Color space conversion

Checking to see if I got this right:

  1. The default output color space of dcraw is sRGB.
  2. To get to LCH, I would need to do -srgb2rgb then -rgb2lch.

Also,

  • When would one use -rgb2lch8?
  • Do I need to worry about normalization/cutting before/after conversion?

dcraw and sRGB
The usage notes don’t say that sRGB is the default output color space (-o [0-6] Output colorspace (raw,sRGB,Adobe,Wide,ProPhoto,XYZ,ACES)); but Coffin’s [website] (https://www.cybercom.net/~dcoffin/dcraw/dcraw.1.html) does.

G’MIC and LCh
I reread the documentation. Looks like this is what I should do
gmic -sp lena -rgb2lch8 -split c -doSomething -append c -lch82rgb

If this is correct, input ≠ output when it should be; i.e.,

gmic -sp lena -o lena.png
gmic -sp lena -rgb2lch8 -lch82rgb -o lena_rt.png
magick compare -metric phash lena.png lena_rt.png null: 2>&1
0.0485551

  • When I use a RAW processed by dcraw, the round trip cost is much higher; e.g., [PlayRAW] First snow in Canadian Rockies yields 1.35252 (non-linear 8-bit sRGB ppm) and 1.47667.(linear 16-bit sRGB ppm).

In comparison

magick logo: -colorspace LCH -colorspace sRGB logo_rt.png
magick compare -metric phash logo: logo_rt.png null: 2>&1
0

  • It is also 0 if I use lena instead of logo:, or the ppms.

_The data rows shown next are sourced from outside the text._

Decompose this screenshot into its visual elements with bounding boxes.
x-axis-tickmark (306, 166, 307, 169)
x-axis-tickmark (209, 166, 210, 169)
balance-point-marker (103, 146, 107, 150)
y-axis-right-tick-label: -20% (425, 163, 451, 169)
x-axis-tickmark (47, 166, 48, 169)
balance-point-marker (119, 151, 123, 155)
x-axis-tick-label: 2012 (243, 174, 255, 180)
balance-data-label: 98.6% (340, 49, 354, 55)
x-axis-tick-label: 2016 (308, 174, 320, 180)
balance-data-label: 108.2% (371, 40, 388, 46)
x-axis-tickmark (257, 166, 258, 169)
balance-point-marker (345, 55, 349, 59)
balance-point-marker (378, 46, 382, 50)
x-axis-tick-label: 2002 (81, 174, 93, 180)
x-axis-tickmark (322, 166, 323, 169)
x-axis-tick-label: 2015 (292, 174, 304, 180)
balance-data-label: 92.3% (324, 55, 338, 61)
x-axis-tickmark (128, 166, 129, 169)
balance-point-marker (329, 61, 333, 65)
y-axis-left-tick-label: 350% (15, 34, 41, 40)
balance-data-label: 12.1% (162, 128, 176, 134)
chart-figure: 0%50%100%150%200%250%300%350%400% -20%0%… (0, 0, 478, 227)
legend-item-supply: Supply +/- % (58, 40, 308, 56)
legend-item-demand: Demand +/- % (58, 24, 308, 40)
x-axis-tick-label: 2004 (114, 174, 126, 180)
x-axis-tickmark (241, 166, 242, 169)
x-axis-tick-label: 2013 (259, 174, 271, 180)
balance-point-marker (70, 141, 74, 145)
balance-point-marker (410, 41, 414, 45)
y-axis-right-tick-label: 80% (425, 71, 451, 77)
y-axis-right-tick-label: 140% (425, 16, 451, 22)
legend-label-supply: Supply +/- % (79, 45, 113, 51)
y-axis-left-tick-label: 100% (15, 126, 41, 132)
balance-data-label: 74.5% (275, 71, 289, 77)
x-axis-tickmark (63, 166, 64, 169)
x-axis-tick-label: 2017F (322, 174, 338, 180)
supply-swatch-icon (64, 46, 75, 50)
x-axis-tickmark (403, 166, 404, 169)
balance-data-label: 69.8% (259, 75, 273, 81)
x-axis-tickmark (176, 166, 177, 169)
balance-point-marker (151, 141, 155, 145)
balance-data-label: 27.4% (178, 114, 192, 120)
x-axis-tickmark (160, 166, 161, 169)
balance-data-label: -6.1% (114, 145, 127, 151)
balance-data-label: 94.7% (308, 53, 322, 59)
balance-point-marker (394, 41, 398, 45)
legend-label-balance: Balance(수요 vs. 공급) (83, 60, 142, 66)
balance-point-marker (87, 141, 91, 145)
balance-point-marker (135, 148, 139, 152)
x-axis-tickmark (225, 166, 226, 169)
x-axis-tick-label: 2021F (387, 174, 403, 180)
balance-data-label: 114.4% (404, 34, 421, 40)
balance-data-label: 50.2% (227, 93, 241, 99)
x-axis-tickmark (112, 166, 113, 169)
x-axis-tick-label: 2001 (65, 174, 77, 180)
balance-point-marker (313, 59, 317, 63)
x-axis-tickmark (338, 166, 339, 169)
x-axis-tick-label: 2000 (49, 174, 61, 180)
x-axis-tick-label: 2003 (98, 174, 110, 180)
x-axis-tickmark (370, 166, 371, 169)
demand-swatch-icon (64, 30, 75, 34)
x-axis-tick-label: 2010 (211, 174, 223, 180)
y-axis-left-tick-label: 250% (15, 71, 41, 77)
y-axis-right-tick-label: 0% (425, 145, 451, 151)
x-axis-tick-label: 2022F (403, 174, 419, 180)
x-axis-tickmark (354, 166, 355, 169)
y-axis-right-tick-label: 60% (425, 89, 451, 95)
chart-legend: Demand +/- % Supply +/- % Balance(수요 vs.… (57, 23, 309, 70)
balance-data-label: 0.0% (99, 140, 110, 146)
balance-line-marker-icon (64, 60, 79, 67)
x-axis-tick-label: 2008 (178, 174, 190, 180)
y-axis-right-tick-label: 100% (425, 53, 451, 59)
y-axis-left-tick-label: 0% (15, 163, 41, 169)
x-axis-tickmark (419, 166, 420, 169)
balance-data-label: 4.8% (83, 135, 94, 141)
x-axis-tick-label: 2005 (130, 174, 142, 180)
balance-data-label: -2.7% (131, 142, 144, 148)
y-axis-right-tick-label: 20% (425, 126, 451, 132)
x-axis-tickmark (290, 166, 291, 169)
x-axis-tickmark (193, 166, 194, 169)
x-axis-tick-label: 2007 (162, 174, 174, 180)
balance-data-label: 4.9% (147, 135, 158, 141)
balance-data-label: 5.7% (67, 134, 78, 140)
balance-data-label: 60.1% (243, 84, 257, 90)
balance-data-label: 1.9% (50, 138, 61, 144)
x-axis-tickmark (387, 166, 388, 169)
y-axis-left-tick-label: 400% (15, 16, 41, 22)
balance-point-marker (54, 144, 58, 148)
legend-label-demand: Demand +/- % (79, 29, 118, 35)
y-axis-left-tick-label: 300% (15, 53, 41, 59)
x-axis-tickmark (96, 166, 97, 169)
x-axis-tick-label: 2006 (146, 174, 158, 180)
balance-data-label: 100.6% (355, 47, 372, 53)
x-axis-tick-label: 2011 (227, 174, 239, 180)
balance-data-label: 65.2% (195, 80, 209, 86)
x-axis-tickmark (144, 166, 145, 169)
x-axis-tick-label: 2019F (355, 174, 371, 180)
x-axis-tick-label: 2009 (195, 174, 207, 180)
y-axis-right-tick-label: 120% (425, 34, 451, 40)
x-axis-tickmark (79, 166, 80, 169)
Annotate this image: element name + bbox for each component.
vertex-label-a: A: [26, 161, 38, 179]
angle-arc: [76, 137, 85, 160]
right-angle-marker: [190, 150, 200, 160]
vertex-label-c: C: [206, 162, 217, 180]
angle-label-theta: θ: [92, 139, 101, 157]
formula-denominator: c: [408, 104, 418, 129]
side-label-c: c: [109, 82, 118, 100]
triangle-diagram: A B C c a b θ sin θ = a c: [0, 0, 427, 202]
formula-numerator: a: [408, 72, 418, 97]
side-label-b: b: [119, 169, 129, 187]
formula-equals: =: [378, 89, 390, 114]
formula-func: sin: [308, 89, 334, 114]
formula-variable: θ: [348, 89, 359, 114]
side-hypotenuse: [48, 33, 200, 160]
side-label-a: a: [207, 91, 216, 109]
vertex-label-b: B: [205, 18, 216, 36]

What is going on? Thoughts? @David_Tschumperle and others.

Command -rgb2lch8 normalizes the output image to have range [0,255]. It is only useful when you plan to do some intermediate process on it using a software that does not support floating-point images for instance (e.g. GIMP with version 2.8). If you plan to stay with G’MIC until the end of the processing, then -rgb2lch is probably just fine.

Depending on the type of output you want to generate, yes. If you just want to apply some kind of processing in Lch, then goes back to sRGB afterwards in the same G’MIC pipeline, probably not.

In a perfect world, yes, it should be the same. But, due to limited numerical precision (32bits floats used in G’MIC), the result may differ a little bit from the original image. That’s true for almost all non-trivial color space conversions (I suppose RGB<->CMY is simple enough not to lose any precision, but that’s probably the only one).
If you use -rgb2lch instead of -rgb2lch8, you’ll probably get a slightly better precision though.

I’m not sure why ImageMagick returns 0, I guess this is maybe because it detects nothing is done between the two color conversions. Or maybe it is using double-valued (64bits) images instead of floats.
In any case, having a perfectly reversible image transformation is almost impossible when the transformation is complex enough (this is true for all theoretically inversible image processing operators, e.g. Fourier transforms, …).